The third quarter proved decisive. Brunson, logging 41 minutes on the night, orchestrated a New York run that the Spurs could not reverse. San Antonio’s defense, often anchored by the imposing presence of Wembanyama, struggled to contain both the pick-and-roll threat of Brunson and the off-ball movement that created open threes for Anunoby. The Knicks stretched their lead to double digits and never looked back entering the fourth.
In the final period, with the n°1 pick of the 2023 draft limited to 25 minutes — a restriction that raised eyebrows given the stakes — San Antonio never found the burst needed to close a gap that reached 11 points. The final buzzer confirmed a 124-113 New York victory.

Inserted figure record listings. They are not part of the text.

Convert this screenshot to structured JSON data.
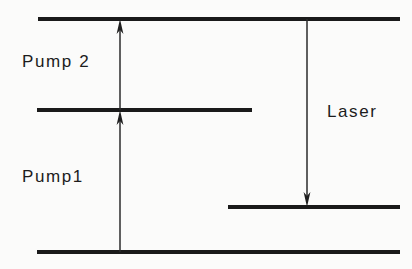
{
  "figure": {
    "kind": "energy-level-diagram",
    "background_color": "#fbfbfa",
    "stroke_color": "#1a1a1a"
  },
  "labels": {
    "pump2": "Pump 2",
    "pump1": "Pump1",
    "laser": "Laser"
  },
  "chart_data": {
    "type": "diagram",
    "title": "",
    "xlabel": "",
    "ylabel": "",
    "levels": [
      {
        "name": "upper-laser-level",
        "y": 19,
        "x_start": 38,
        "x_end": 400
      },
      {
        "name": "intermediate-level",
        "y": 110,
        "x_start": 37,
        "x_end": 252
      },
      {
        "name": "lower-laser-level",
        "y": 207,
        "x_start": 228,
        "x_end": 400
      },
      {
        "name": "ground-level",
        "y": 252,
        "x_start": 37,
        "x_end": 400
      }
    ],
    "transitions": [
      {
        "name": "Pump 2",
        "x": 120,
        "y_from": 110,
        "y_to": 19,
        "direction": "up"
      },
      {
        "name": "Pump1",
        "x": 120,
        "y_from": 252,
        "y_to": 110,
        "direction": "up"
      },
      {
        "name": "Laser",
        "x": 307,
        "y_from": 19,
        "y_to": 207,
        "direction": "down"
      }
    ]
  }
}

Anunoby erupts, Brunson orchestrates a championship performance
The defining sequence of the night came in the third quarter when O.G. Anunoby connected on back-to-back threes, pushing the Knicks ahead by double digits for the first time. Anunoby finished with a game-high 28 points on 10-of-17 shooting, adding 9 rebounds — a complete two-way performance that the Spurs simply had no answer for. Brunson chipped in 25 points and 8 assists, while Karl-Anthony Towns quietly posted a 16-point, 11-rebound double-double to give New York a dominant frontcourt presence of its own.
For the Spurs, Luke Kornet was the lone bright spot from the bench, shooting an efficient 7-of-9 for 14 points, finishing as the only San Antonio rotation player with a positive plus-minus on the evening at +7.
Victor Wembanyama’s 18-point night in limited time
The pivot des Spurs delivered flashes of brilliance — a mid-range pull-up, two rim-protecting blocks, and a pair of threes — but his 7-of-17 shooting and a brutal -18 plus-minus underscored how little traction San Antonio gained when he was on the floor. His minute restriction in a championship context will fuel debate heading into the week.
- Victor Wembanyama : 18 pts, 6 reb, 1 ast, 1 stl, 2 blk, 7/17 FG — 25 min
- Dylan Harper : 21 pts, 7 reb, 5/7 from three — 28 min
- De’Aaron Fox : 16 pts, 9 ast — 32 min
- Stephon Castle : 15 pts, 12 ast, 7 reb — 35 min
Castle, Fox, and a Spurs squad still building toward something bigger
Despite the defeat, this NBA Cup run revealed genuine depth in San Antonio’s roster. Stephon Castle’s 12-assist, 15-point line and De’Aaron Fox’s 9 assists demonstrated that the Spurs’ supporting cast has grown around their franchise cornerstone. The pairing of Fox and the phénomène français at the top of the roster looks increasingly formidable as the season progresses.
San Antonio now returns to the regular season grind with a 124-113 Cup final loss on the ledger but plenty of momentum to carry forward. The Spurs’ next assignment will be a chance to prove that this group — young, dynamic, and growing — can convert near-misses into victories when it matters most.